The oversubscribed round — Antler intended to raise $10 million but ended up with an extra $3.5 million — has LPs that include Baillie Gifford, a well-known Tesla backer; family offices such as Canica; and institutional investors like the IFC.
Antler East Africa was launched in August 2019. It runs a full venture building model with two cohorts each year.
Five cohorts with 153 founders have passed through the accelerator programs so far, and the firm has made 14 investments. A few of them include AIfluence, Marketforce-subsidiary Digiduka, Honeycoin, Uncover Skincare, Try Cooked and Vybe.
However, its parent company, Antler, founded two years earlier by Magnus Grimeland, employs a mixed model where it acts as a venture builder and VC firm.
The firm, which invests from pre-seed to Series C, has cut checks in more than 250 companies from its $300 million fund.
Antler East Africa’s new fund allows it to embrace a similar approach: accepting founders who want to build their startups from scratch and investing in already formed teams that need capital to scale.
“We still do the venture building. That’s still the core of what we do. Just that now that the fund is closed, we have enough money to spend in existing businesses that are coming in,” Selam Kebede, the firm’s director, told TechCrunch over a call. “And we can invest in stuff that’s already been built with a pure kind of VCs type setup investment.”

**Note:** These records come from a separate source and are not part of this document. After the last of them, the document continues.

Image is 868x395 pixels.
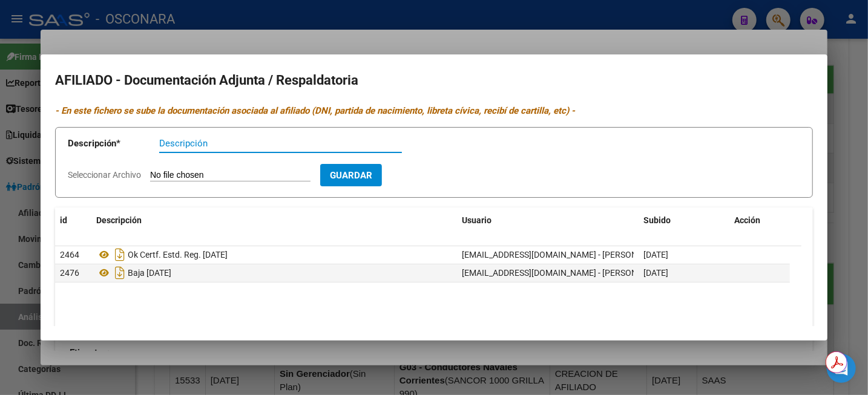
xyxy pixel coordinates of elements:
[462,250,667,259] span: [EMAIL_ADDRESS][DOMAIN_NAME] - [PERSON_NAME]
[734,215,760,225] span: Acción
[128,250,228,259] span: Ok Certf. Estd. Reg. [DATE]
[643,215,671,225] span: Subido
[643,250,668,259] span: [DATE]
[330,170,372,181] span: Guardar
[55,69,813,92] h2: AFILIADO - Documentación Adjunta / Respaldatoria
[643,268,668,278] span: [DATE]
[462,215,492,225] span: Usuario
[55,105,575,116] i: - En este fichero se sube la documentación asociada al afiliado (DNI, partida de nacimiento, libr...
[67,170,141,180] span: Seleccionar Archivo
[729,207,790,233] datatable-header-cell: Acción
[91,207,457,233] datatable-header-cell: Descripción
[96,215,141,225] span: Descripción
[462,268,667,278] span: [EMAIL_ADDRESS][DOMAIN_NAME] - [PERSON_NAME]
[60,268,79,278] span: 2476
[60,215,67,225] span: id
[457,207,639,233] datatable-header-cell: Usuario
[112,263,128,283] i: Descargar documento
[639,207,729,233] datatable-header-cell: Subido
[55,207,91,233] datatable-header-cell: id
[67,137,160,151] p: Descripción
[60,250,79,259] span: 2464
[112,245,128,265] i: Descargar documento
[128,268,171,278] span: Baja [DATE]
[321,164,382,186] button: Guardar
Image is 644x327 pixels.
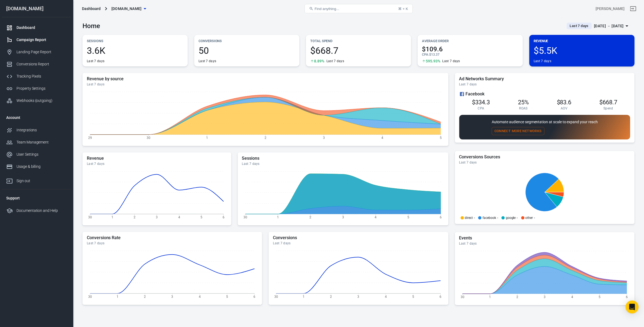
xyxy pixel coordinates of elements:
tspan: 2 [265,136,266,140]
p: Conversions [199,38,295,44]
span: $668.7 [311,46,407,55]
div: Last 7 days [273,241,444,245]
div: Team Management [16,139,67,145]
tspan: 30 [88,295,92,298]
span: Spend [604,106,613,111]
div: Last 7 days [459,160,630,164]
tspan: 1 [489,295,491,299]
h5: Sessions [242,155,444,161]
tspan: 5 [407,215,409,219]
button: Last 7 days[DATE] － [DATE] [562,22,634,31]
tspan: 30 [274,295,278,298]
div: User Settings [16,151,67,157]
div: Conversions Report [16,61,67,67]
span: 595.93% [426,59,440,63]
tspan: 3 [358,295,359,298]
tspan: 3 [156,215,158,219]
div: Landing Page Report [16,49,67,55]
div: Last 7 days [87,59,105,63]
p: facebook [482,216,496,220]
span: 50 [199,46,295,55]
a: Sign out [2,173,71,187]
div: Documentation and Help [16,208,67,214]
div: Last 7 days [443,59,460,63]
tspan: 2 [144,295,146,298]
tspan: 4 [199,295,201,298]
tspan: 4 [382,136,383,140]
button: Find anything...⌘ + K [304,4,413,13]
tspan: 30 [88,215,92,219]
tspan: 4 [178,215,180,219]
span: - [534,216,535,220]
span: 3.6K [87,46,184,55]
div: Last 7 days [242,162,444,166]
tspan: 5 [226,295,228,298]
span: $668.7 [599,99,617,106]
h5: Conversions Rate [87,235,258,240]
span: ROAS [519,106,528,111]
p: Total Spend [311,38,407,44]
tspan: 6 [626,295,628,299]
span: - [474,216,475,220]
tspan: 6 [440,215,441,219]
span: CPA : [422,53,429,56]
a: Dashboard [2,22,71,34]
tspan: 6 [253,295,256,298]
h5: Revenue [87,155,227,161]
div: Dashboard [16,25,67,31]
span: CPA [478,106,484,111]
tspan: 4 [375,215,377,219]
a: User Settings [2,148,71,160]
span: $109.6 [422,46,519,53]
tspan: 2 [134,215,135,219]
h3: Home [82,22,100,30]
tspan: 2 [516,295,518,299]
div: Last 7 days [199,59,216,63]
button: Connect More Networks [492,127,544,135]
tspan: 4 [571,295,573,299]
tspan: 3 [544,295,546,299]
tspan: 30 [243,215,247,219]
tspan: 2 [330,295,332,298]
span: $83.6 [557,99,572,106]
a: Webhooks (outgoing) [2,94,71,107]
div: Property Settings [16,86,67,91]
tspan: 1 [303,295,304,298]
tspan: 3 [172,295,173,298]
li: Account [2,111,71,124]
tspan: 30 [460,295,464,299]
a: Usage & billing [2,160,71,173]
svg: Facebook Ads [459,91,465,97]
tspan: 5 [200,215,203,219]
tspan: 4 [385,295,387,298]
h5: Ad Networks Summary [459,76,630,82]
div: Last 7 days [459,241,630,245]
div: Sign out [16,178,67,184]
span: 25% [518,99,529,106]
a: Property Settings [2,82,71,94]
h5: Conversions [273,235,444,240]
span: AOV [561,106,567,111]
div: Campaign Report [16,37,67,42]
p: Automate audience segmentation at scale to expand your reach [492,119,598,125]
tspan: 3 [342,215,344,219]
a: Team Management [2,136,71,148]
span: $5.5K [534,46,630,55]
tspan: 1 [277,215,279,219]
p: Average Order [422,38,519,44]
tspan: 5 [440,136,441,140]
p: Sessions [87,38,184,44]
h5: Conversions Sources [459,154,630,160]
div: ⌘ + K [398,7,408,11]
li: Support [2,192,71,205]
a: Campaign Report [2,34,71,46]
a: Integrations [2,124,71,136]
tspan: 5 [599,295,600,299]
tspan: 6 [440,295,441,298]
a: Conversions Report [2,58,71,70]
button: [DOMAIN_NAME] [109,4,148,14]
p: direct [465,216,473,220]
a: Tracking Pixels [2,70,71,82]
div: Last 7 days [327,59,344,63]
div: Last 7 days [87,241,258,245]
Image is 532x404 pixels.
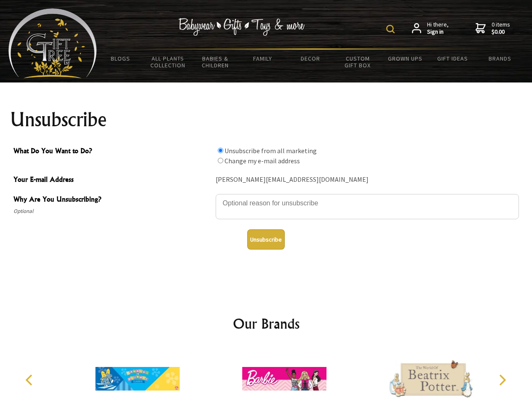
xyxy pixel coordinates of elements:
[225,157,300,165] label: Change my e-mail address
[10,109,523,130] h1: Unsubscribe
[387,25,395,33] img: product search
[381,50,429,67] a: Grown Ups
[13,145,212,158] span: What Do You Want to Do?
[429,50,477,67] a: Gift Ideas
[97,50,144,67] a: BLOGS
[191,50,239,74] a: Babies & Children
[17,313,516,334] h2: Our Brands
[218,148,224,154] input: What Do You Want to Do?
[412,21,449,36] a: Hi there,Sign in
[216,174,519,186] div: [PERSON_NAME][EMAIL_ADDRESS][DOMAIN_NAME]
[492,21,510,36] span: 0 items
[247,230,285,250] button: Unsubscribe
[8,8,97,78] img: Babyware - Gifts - Toys and more...
[334,50,382,74] a: Custom Gift Box
[218,158,224,164] input: What Do You Want to Do?
[179,18,305,36] img: Babywear - Gifts - Toys & more
[225,147,317,155] label: Unsubscribe from all marketing
[13,206,212,216] span: Optional
[492,28,510,36] strong: $0.00
[13,194,212,206] span: Why Are You Unsubscribing?
[427,21,449,36] span: Hi there,
[21,371,40,390] button: Previous
[477,50,524,67] a: Brands
[239,50,287,67] a: Family
[427,28,449,36] strong: Sign in
[13,174,212,186] span: Your E-mail Address
[216,194,519,220] textarea: Why Are You Unsubscribing?
[144,50,192,74] a: All Plants Collection
[286,50,334,67] a: Decor
[475,21,510,36] a: 0 items$0.00
[493,371,511,390] button: Next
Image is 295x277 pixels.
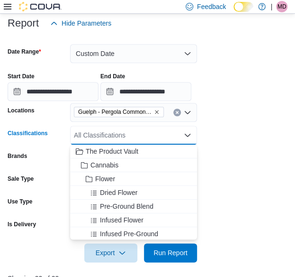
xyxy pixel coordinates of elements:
[84,243,137,262] button: Export
[276,1,288,12] div: Morgan Desylva
[154,248,188,257] span: Run Report
[8,73,35,80] label: Start Date
[100,215,144,225] span: Infused Flower
[100,229,158,238] span: Infused Pre-Ground
[184,109,191,116] button: Open list of options
[70,200,197,213] button: Pre-Ground Blend
[8,220,36,228] label: Is Delivery
[86,146,138,156] span: The Product Vault
[8,152,27,160] label: Brands
[8,175,34,182] label: Sale Type
[91,160,118,170] span: Cannabis
[19,2,62,11] img: Cova
[8,82,99,101] input: Press the down key to open a popover containing a calendar.
[197,2,226,11] span: Feedback
[100,188,137,197] span: Dried Flower
[70,227,197,241] button: Infused Pre-Ground
[95,174,115,183] span: Flower
[100,82,191,101] input: Press the down key to open a popover containing a calendar.
[100,73,125,80] label: End Date
[144,243,197,262] button: Run Report
[70,213,197,227] button: Infused Flower
[74,107,164,117] span: Guelph - Pergola Commons - Fire & Flower
[8,18,39,29] h3: Report
[90,243,132,262] span: Export
[8,107,35,114] label: Locations
[70,158,197,172] button: Cannabis
[173,109,181,116] button: Clear input
[8,198,32,205] label: Use Type
[271,1,273,12] p: |
[46,14,115,33] button: Hide Parameters
[154,109,160,115] button: Remove Guelph - Pergola Commons - Fire & Flower from selection in this group
[70,186,197,200] button: Dried Flower
[278,1,287,12] span: MD
[234,2,254,12] input: Dark Mode
[62,18,111,28] span: Hide Parameters
[78,107,152,117] span: Guelph - Pergola Commons - Fire & Flower
[8,129,48,137] label: Classifications
[70,145,197,158] button: The Product Vault
[100,201,154,211] span: Pre-Ground Blend
[70,172,197,186] button: Flower
[70,44,197,63] button: Custom Date
[184,131,191,139] button: Close list of options
[8,48,41,55] label: Date Range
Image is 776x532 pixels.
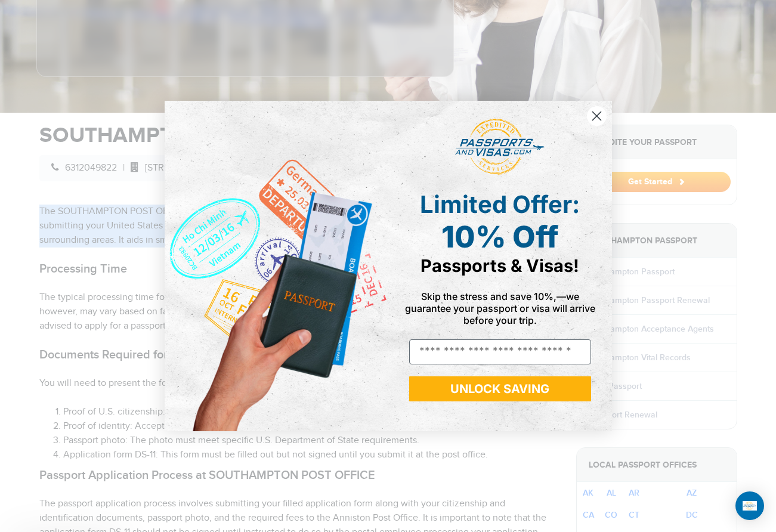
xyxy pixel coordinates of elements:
[735,491,764,520] div: Open Intercom Messenger
[421,256,579,276] span: Passports & Visas!
[409,376,591,401] button: UNLOCK SAVING
[586,106,607,127] button: Close dialog
[455,119,545,175] img: passports and visas
[420,190,580,219] span: Limited Offer:
[165,101,388,431] img: de9cda0d-0715-46ca-9a25-073762a91ba7.png
[441,219,558,255] span: 10% Off
[405,290,596,326] span: Skip the stress and save 10%,—we guarantee your passport or visa will arrive before your trip.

Kebede is part of the all-female-led team that includes partners Melalite Ayenew and Marie Nielsen and program manager Joana Borges.

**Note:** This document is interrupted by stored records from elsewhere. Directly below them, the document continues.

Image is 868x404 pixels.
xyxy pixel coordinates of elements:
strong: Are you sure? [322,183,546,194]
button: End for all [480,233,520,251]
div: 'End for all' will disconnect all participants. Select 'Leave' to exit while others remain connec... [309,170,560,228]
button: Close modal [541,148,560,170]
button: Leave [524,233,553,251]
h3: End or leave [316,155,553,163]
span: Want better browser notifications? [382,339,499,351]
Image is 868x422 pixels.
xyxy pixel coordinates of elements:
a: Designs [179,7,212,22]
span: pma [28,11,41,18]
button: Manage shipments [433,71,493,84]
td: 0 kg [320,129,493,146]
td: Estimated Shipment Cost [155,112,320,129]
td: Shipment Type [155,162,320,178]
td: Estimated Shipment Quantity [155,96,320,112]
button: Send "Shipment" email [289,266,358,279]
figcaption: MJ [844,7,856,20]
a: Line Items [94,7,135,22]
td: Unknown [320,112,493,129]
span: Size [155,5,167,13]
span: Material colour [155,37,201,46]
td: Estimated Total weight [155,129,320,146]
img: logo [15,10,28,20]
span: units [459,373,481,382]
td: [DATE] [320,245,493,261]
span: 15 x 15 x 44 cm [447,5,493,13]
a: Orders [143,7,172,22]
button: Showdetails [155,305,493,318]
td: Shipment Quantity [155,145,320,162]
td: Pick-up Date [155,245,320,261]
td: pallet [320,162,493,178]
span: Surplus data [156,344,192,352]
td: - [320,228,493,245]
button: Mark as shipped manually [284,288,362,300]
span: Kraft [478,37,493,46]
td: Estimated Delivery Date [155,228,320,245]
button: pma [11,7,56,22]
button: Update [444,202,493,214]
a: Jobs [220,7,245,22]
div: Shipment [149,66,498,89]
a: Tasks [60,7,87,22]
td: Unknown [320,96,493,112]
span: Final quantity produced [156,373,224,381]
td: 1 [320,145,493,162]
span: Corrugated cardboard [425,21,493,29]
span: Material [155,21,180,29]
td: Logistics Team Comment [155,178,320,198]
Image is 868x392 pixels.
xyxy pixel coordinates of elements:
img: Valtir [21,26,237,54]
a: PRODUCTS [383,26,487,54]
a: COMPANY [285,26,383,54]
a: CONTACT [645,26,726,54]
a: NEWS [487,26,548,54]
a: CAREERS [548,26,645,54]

Antler said it would accept founders and teams on a rolling basis. Founders going for the venture building model to find a co-founder and launch an idea will stay within Antler’s community for up to six months.
For existing startups, two to six weeks is all that’s needed for Antler East Africa to work with the team before the firm cuts a check. Antler East Africa says it will invest up to $100,000 in these startups at a “mutually agreed valuation.” It plans to make 35 new investments from pre-seed to Series A over the next three years. There’s also an arrangement for the global Antler fund to follow up on some rounds all the way to Series C.

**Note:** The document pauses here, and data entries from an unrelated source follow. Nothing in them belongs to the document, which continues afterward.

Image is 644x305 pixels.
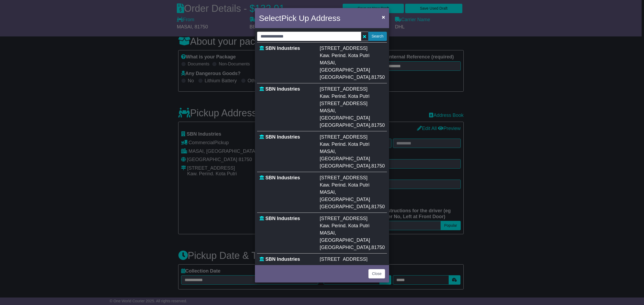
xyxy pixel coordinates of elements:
[320,189,335,195] span: MASAI
[379,12,388,22] button: Close
[320,74,370,80] span: [GEOGRAPHIC_DATA]
[265,256,300,262] span: SBN Industries
[320,237,370,243] span: [GEOGRAPHIC_DATA]
[368,32,387,41] button: Search
[265,46,300,51] span: SBN Industries
[320,182,369,187] span: Kaw. Perind. Kota Putri
[371,74,385,80] span: 81750
[382,14,385,20] span: ×
[320,141,369,147] span: Kaw. Perind. Kota Putri
[371,163,385,169] span: 81750
[368,269,385,279] button: Close
[320,156,370,161] span: [GEOGRAPHIC_DATA]
[371,122,385,128] span: 81750
[320,60,335,66] span: MASAI
[311,14,340,22] span: Address
[320,53,369,58] span: Kaw. Perind. Kota Putri
[320,245,370,250] span: [GEOGRAPHIC_DATA]
[318,131,387,172] td: , ,
[320,197,370,202] span: [GEOGRAPHIC_DATA]
[320,175,367,181] span: [STREET_ADDRESS]
[320,94,369,99] span: Kaw. Perind. Kota Putri
[265,135,300,140] span: SBN Industries
[320,101,367,106] span: [STREET_ADDRESS]
[371,245,385,250] span: 81750
[320,204,370,209] span: [GEOGRAPHIC_DATA]
[320,230,335,236] span: MASAI
[320,163,370,169] span: [GEOGRAPHIC_DATA]
[320,256,367,262] span: [STREET_ADDRESS]
[320,68,370,73] span: [GEOGRAPHIC_DATA]
[320,135,367,140] span: [STREET_ADDRESS]
[265,216,300,221] span: SBN Industries
[259,12,341,24] h4: Select
[318,84,387,131] td: , ,
[320,108,335,114] span: MASAI
[320,149,335,154] span: MASAI
[318,172,387,213] td: , ,
[318,254,387,294] td: , ,
[265,86,300,92] span: SBN Industries
[318,43,387,84] td: , ,
[320,223,369,228] span: Kaw. Perind. Kota Putri
[371,204,385,209] span: 81750
[320,46,367,51] span: [STREET_ADDRESS]
[320,216,367,221] span: [STREET_ADDRESS]
[281,14,309,22] span: Pick Up
[265,175,300,181] span: SBN Industries
[320,115,370,120] span: [GEOGRAPHIC_DATA]
[320,122,370,128] span: [GEOGRAPHIC_DATA]
[318,213,387,254] td: , ,
[320,86,367,92] span: [STREET_ADDRESS]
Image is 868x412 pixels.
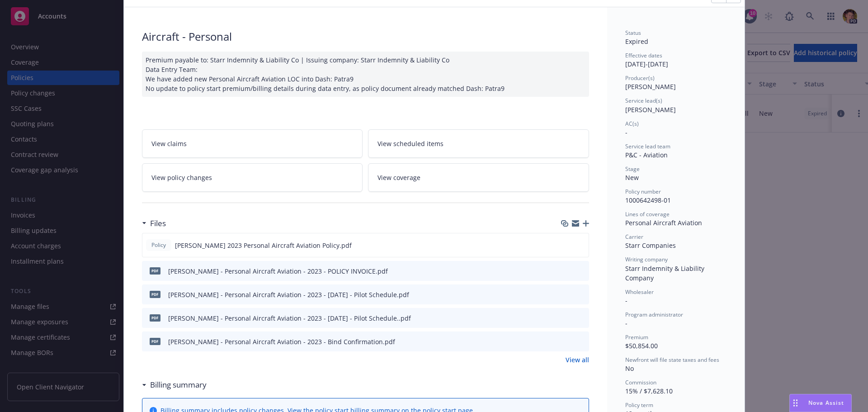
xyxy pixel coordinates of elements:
button: download file [563,241,570,250]
button: preview file [577,241,585,250]
button: download file [563,337,570,346]
span: Stage [626,165,640,173]
span: Newfront will file state taxes and fees [626,356,719,364]
span: Carrier [626,233,643,241]
div: [PERSON_NAME] - Personal Aircraft Aviation - 2023 - Bind Confirmation.pdf [169,337,395,346]
span: Expired [626,37,648,46]
span: pdf [150,291,161,298]
span: 1000642498-01 [626,196,671,204]
div: Drag to move [790,394,801,411]
span: Premium [626,333,648,341]
span: Wholesaler [626,288,654,295]
span: Status [626,29,641,36]
button: Nova Assist [789,394,852,412]
h3: Billing summary [150,379,206,390]
span: - [626,296,628,305]
span: Service lead team [626,142,671,150]
span: $50,854.00 [626,341,658,350]
button: download file [563,313,570,323]
span: [PERSON_NAME] [626,82,676,91]
a: View coverage [368,163,589,192]
span: Starr Companies [626,241,676,249]
button: preview file [577,337,586,346]
a: View all [566,354,589,364]
span: New [626,173,639,182]
span: Starr Indemnity & Liability Company [626,264,706,282]
span: Producer(s) [626,74,655,82]
span: pdf [150,314,161,321]
div: Billing summary [142,379,206,390]
h3: Files [150,218,166,229]
button: download file [563,266,570,276]
span: Writing company [626,255,668,263]
div: [DATE] - [DATE] [626,51,727,69]
span: Nova Assist [808,399,844,406]
button: preview file [577,313,586,323]
span: Program administrator [626,310,683,318]
span: Commission [626,378,657,386]
button: preview file [577,266,586,276]
span: View policy changes [152,173,212,182]
span: - [626,128,628,136]
div: [PERSON_NAME] - Personal Aircraft Aviation - 2023 - [DATE] - Pilot Schedule..pdf [169,313,411,323]
a: View claims [142,129,363,158]
button: preview file [577,290,586,299]
span: pdf [150,267,161,274]
span: View claims [152,139,187,148]
span: [PERSON_NAME] [626,105,676,114]
a: View scheduled items [368,129,589,158]
span: Lines of coverage [626,210,670,218]
span: Policy number [626,187,661,195]
span: Policy [150,241,168,249]
span: pdf [150,338,161,345]
span: View scheduled items [378,139,444,148]
span: 15% / $7,628.10 [626,387,673,395]
span: Personal Aircraft Aviation [626,218,702,227]
div: Files [142,218,166,229]
div: Premium payable to: Starr Indemnity & Liability Co | Issuing company: Starr Indemnity & Liability... [142,51,589,97]
span: P&C - Aviation [626,150,668,159]
div: [PERSON_NAME] - Personal Aircraft Aviation - 2023 - [DATE] - Pilot Schedule.pdf [169,290,409,299]
a: View policy changes [142,163,363,192]
span: View coverage [378,173,421,182]
div: Aircraft - Personal [142,29,589,44]
span: [PERSON_NAME] 2023 Personal Aircraft Aviation Policy.pdf [175,241,352,250]
span: AC(s) [626,120,639,128]
span: Policy term [626,401,653,408]
div: [PERSON_NAME] - Personal Aircraft Aviation - 2023 - POLICY INVOICE.pdf [169,266,388,276]
button: download file [563,290,570,299]
span: Service lead(s) [626,97,662,105]
span: - [626,319,628,327]
span: Effective dates [626,51,662,59]
span: No [626,364,634,373]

“What changed now is, in the past, we were going only from zero to like the first $100,000 ticket. But now we’re saying we can also take in existing teams and ideas that formed outside of Antler, but they can come to us and then we can invest just like any other VC would,” Kebede noted.
“So that changed a bit from what we typically used to do in the past three years. Now, we can start from literally day zero to support you and give you the first institutional ticket following up to Series C and D.”
Kebede told TechCrunch that Antler East Africa is sector agnostic. Nevertheless, the firm is keen on investing in startups solving problems in climate tech, agritech and fintech. She also said the team has already made a few investments with this new format but declined to disclose their names.
Being a female-led VC team, Antler East Africa is particular about investing more in startups founded and led by women in the region, Kebede said. It will try to improve the numbers from its venture building model, where 25% of the founders in its portfolio are women.
Meanwhile, female-run VC firms are impressively taking up their place in a male-dominated tech space as they try to address the funding gap that has plagued the industry for years. The Antler East Africa team, led by Ayenew and Nielsen, joins that list of such firms, including those specially dedicated to female-founded and led teams like Alitheia Capital and FirstCheck Africa.
“There are few or no female-run VC 100% that I know of, at least in Kenya. But our partners [Ayenew and Nielsen] and I, we’re all women,” expressed Kebede.
“And so it’s been super exciting to be able to do this, especially as first-time fund managers. It hasn’t been easy though because, you know, there’s the added kind of scrutiny and concern from other people when they see only women running it, but it has been exciting too.”